Lately the hens have been going in and out of a deadfall of piled brush down by our pond, chattering a lot about it too.

I know a couple of the hens are probably laying and have made a nest there.

Now so far the mom or moms have still come back up to the pen to roost at night. I think they only started laying a a few days ago. Not sure I stand a chance of gathering up the nest and moving it, but that would be a better option than letting them set, we have tons of coyotes and they sleep like the dead at night. Blind as a bat!

Anyhow, whats the best option, wait til the hen/s start to set and try to move nest in their pen? No way can I enclose their nest, its a HUGE pile of brush. Or let them try to incubate? And take my chances. All my hens want to set in the same deadfall so I am really taking a chance if I let them. And what kind of setup do you have if you let them nest/incubate in their pen?

Thanks for any info.
 
I don't really have an answer, I am trying to find my head female guinea right now.

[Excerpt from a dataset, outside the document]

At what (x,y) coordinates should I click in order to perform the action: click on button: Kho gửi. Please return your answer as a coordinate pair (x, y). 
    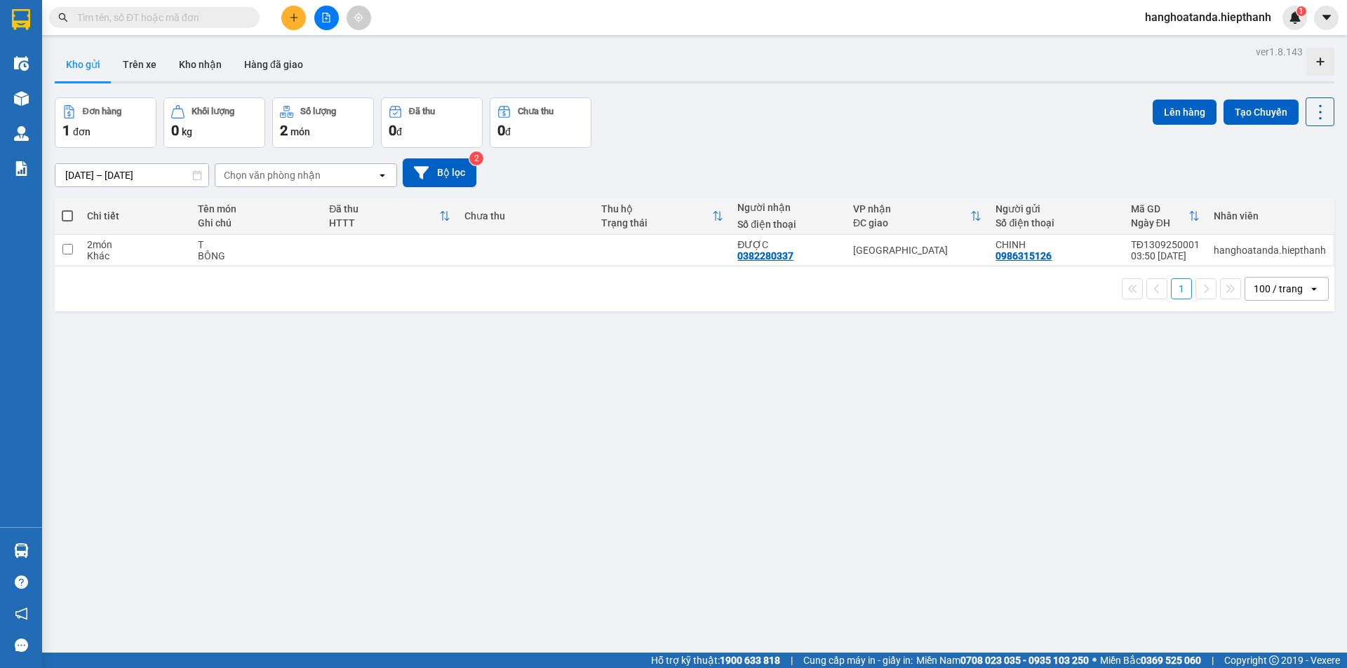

I think she is on a nest, because she was in the barn last night. Anyway, I believe that all the females lay in one nest, and then one guinea goes broody? I don't think they all brood at the same time.

I might be wrong, but that is what I have heard. I came on here to post about finding her nest, but I guess I'll just wait her out.

If it's a huge brushpile, I am thinking it might be too much trouble for the coyotes. But, there are other predators out there that it wouldn't bother. I wish I could find mine and either put a pen around her or try and move the nest.

Good luck!

Shelly
 
Thanks Shelly
Even that much helps. So just one hen sets then. I have seen all three going in and out of the brush pile and chattering to the "men" guinea's. They dont hang around it at all normally, so I can watch them from my front window, albeit I have to have a pair of binoculars to see as its a bit of a distance from the house.

I read somewhere if they see you messing around they will stop and go somewhere else. So I meant to go check it out this eve AFTER I penned them up, but it got dark on me before I could. Maybe in the morning. I will see how far back they are laying and how secure it looks. Maybe if I take the pups out and they pee around the area predators would be a bit more deterred? Or have dh go out and pee around the perimeter of the brush pile.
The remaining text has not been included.